I don’t have the stats, but I wouldn’t be surprised if iterm 2 is more popular than Terminal.app. Only power users are using this, and they tend towards power user tools.
> Only power users are using this, and they tend towards power user tools.
I have a souped-up zsh config that I clone to all my systems, but I've honestly never seen the point in optimizing my terminal emulator. The shell itself provides the real functionality, and it's cross-platform so by leaning on it I get the same features whether I'm on my KDE desktop, MacBook, or SSH'd in via Termux.
What power user features am I missing by ignoring the emulator and focusing on the shell?
There's some minor things that iTerm2 does that I like:
You can hold down command and click URLs to open them. (You can actually kinda do this in Terminal.app as well by right-clicking a URL and choosing to open it, but it's a bit fiddlier, and I got used to the hover feedback in iTerm2.)
You can click to highlight entire blocks of output from commands, which I sometimes find handy when things feel like they're blending together.
It'll keep a floating copy of the previous command prompt at the top of the screen so you can see what led to whatever output is currently at the top.
Though I don't know how to do the third, Terminal.app supports the first two. Command+double-click opens URLs, and you can select the content of the last command with Edit > Select Between Marks or shift-command-A. (Terminal.app automatically adds a mark each time it detects a new prompt, unless you turn that setting off in Edit > Marks.)
This is actually one of those cases where the ease of doing it makes a real difference to me… iTerm2 does both of those on a single click, and that makes it vastly more likely that I’ll use them. (Completely a matter of taste, I’ll admit.)
Being able to easily set it up so it sends key combinations to remote servers at will (including ctrl/meta/shift combos) was my main reason; this enabled my seamless interactions with remote Emacs servers. 24bit color and italics were the cherry on top. The shells within Emacs have unlimited and easily searchable/editable state. I can log into a shell buffer and copy paste a debug diagnostic output together with the command line; I can quickly create minimal example oneliners iteratively to help debug a problem and paste both input and output at any point in time, including days later. I can search all my open shells (often dozens; sometimes hundreds) for any commands or outputs trivially. This is hard to achieve if the terminal gets in the way to using Emacs in the way I like, when some key combo is impossible to transmit, and I have to rewire things to the minimal common subset that Terminal.app supports and hope that it will not break in the future. Finally, without public source code, I dont think I can truly trust a terminal ever. It feels too personal. Of course apple has control of the hardware and I live with that restriction for parts of my life, but I am less concerned about apple monitoring/intercepting my work, and rather worried about the full number of exploits in the terminal app that remain to be uncovered in the near term. I agree that too many features are a drawback of iterm; at least the code is there and the useful features work well enough.
I tried that but I feel the same about that as lolinder says above. Using tmux as normal works better on all my systems, not just the Mac. I just don't see the point to it.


■ Work instructions:
Wherever "Südostasien" appears in a line of the listing, that line should be returned.

■ Input material:
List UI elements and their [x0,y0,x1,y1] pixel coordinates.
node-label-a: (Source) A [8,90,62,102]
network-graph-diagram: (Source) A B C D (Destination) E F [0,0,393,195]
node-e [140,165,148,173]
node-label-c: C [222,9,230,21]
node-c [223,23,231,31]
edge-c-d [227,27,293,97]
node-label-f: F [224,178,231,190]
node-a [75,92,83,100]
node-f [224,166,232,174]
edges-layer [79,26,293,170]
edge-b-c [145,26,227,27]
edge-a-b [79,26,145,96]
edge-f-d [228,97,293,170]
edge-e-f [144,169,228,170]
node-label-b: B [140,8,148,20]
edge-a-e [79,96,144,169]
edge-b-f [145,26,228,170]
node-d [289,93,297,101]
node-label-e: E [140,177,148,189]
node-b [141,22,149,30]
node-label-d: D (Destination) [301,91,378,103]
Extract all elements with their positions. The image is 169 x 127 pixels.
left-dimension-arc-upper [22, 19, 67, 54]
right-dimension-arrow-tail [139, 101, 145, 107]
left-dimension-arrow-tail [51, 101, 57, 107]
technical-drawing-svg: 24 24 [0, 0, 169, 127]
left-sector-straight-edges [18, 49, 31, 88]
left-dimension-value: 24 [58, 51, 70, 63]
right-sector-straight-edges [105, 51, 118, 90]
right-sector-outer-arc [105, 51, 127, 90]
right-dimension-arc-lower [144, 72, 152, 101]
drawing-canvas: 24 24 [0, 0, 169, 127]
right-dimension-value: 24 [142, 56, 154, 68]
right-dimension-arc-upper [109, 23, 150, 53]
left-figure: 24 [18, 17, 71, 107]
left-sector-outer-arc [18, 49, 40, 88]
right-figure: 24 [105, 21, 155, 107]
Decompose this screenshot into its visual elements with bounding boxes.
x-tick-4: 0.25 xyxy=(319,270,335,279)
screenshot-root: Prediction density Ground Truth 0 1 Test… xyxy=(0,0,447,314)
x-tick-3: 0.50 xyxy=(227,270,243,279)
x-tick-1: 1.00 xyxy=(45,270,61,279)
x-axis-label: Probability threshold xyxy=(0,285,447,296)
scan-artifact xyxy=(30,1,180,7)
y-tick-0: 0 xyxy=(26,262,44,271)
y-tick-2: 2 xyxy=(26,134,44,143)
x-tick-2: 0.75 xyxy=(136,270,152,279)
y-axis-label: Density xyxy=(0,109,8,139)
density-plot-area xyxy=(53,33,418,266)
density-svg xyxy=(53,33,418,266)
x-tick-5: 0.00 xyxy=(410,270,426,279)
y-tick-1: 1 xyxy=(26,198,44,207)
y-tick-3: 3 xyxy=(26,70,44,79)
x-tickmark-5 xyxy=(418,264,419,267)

---

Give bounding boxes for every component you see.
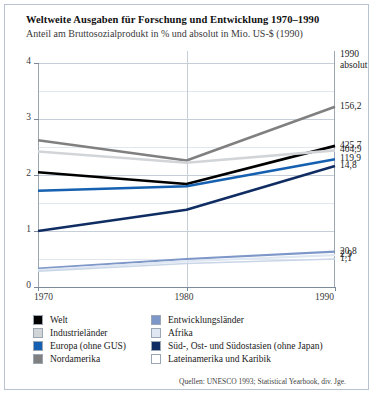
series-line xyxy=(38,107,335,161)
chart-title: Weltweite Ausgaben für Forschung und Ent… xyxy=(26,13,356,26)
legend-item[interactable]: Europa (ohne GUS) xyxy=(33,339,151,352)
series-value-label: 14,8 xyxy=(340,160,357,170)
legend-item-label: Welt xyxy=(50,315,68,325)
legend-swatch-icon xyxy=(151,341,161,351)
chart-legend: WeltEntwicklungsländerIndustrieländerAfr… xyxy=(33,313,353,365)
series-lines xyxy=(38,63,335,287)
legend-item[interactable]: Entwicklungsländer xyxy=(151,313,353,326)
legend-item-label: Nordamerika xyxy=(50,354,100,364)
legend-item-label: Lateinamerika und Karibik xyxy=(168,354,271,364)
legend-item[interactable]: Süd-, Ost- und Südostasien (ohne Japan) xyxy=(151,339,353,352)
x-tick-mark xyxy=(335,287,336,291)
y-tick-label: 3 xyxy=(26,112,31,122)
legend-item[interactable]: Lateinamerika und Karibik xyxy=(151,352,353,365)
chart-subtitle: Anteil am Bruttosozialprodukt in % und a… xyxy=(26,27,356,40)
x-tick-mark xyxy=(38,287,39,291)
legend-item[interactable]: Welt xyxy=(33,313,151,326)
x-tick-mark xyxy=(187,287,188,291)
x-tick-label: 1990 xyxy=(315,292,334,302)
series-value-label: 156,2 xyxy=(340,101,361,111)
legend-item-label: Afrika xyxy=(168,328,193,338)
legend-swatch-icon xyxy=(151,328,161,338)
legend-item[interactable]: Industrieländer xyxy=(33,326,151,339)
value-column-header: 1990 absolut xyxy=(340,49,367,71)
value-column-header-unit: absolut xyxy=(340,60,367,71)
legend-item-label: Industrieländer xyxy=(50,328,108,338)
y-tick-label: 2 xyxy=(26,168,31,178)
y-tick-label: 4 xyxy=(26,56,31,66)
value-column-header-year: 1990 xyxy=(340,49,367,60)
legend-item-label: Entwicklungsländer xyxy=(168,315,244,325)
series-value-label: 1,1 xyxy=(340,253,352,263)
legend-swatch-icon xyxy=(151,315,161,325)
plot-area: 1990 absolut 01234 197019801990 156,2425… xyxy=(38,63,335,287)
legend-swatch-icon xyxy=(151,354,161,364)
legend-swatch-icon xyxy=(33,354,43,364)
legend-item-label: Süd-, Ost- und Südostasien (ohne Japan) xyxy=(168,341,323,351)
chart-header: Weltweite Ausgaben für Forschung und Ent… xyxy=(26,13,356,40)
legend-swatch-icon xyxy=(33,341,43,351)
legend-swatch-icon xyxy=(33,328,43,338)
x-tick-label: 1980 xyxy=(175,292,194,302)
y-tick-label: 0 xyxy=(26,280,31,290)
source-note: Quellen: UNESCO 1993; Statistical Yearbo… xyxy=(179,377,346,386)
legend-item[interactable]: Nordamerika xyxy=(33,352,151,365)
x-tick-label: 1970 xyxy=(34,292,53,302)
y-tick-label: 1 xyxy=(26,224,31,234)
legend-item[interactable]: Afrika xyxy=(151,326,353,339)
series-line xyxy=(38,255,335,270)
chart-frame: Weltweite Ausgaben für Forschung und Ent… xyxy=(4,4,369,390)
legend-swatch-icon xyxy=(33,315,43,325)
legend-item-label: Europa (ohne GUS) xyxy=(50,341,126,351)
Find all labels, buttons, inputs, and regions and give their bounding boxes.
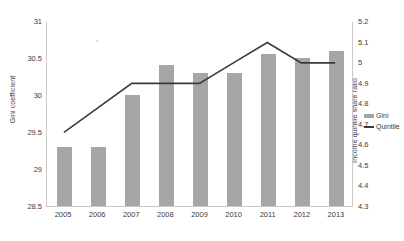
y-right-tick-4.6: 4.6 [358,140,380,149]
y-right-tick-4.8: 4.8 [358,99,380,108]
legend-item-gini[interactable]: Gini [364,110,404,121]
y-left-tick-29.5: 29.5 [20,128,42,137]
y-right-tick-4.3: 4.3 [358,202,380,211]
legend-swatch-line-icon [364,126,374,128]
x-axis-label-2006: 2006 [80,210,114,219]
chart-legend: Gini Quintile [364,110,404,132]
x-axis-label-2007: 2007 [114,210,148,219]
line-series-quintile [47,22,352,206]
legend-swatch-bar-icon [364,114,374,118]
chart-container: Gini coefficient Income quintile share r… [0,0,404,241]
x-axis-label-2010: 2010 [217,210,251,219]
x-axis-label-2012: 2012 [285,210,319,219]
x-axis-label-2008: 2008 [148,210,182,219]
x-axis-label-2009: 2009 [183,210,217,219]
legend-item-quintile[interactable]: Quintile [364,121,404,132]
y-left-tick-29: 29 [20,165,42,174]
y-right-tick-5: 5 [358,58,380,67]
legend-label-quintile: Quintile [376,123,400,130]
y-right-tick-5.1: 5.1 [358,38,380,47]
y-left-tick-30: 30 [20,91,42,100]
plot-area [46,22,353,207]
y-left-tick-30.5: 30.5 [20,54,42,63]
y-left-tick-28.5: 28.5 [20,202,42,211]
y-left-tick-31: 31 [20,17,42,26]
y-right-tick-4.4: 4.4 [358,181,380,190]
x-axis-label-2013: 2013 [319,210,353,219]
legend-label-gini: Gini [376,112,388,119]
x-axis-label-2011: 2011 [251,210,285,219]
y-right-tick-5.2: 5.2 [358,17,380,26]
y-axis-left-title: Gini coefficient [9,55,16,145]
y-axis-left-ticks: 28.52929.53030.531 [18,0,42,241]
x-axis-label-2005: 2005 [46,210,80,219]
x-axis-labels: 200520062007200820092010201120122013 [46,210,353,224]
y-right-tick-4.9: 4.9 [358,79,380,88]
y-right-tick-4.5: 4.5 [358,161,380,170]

■ Your solution:
legend-item[interactable]: Süd-, Ost- und Südostasien (ohne Japan) xyxy=(151,339,353,352)
legend-item-label: Süd-, Ost- und Südostasien (ohne Japan) xyxy=(168,341,323,351)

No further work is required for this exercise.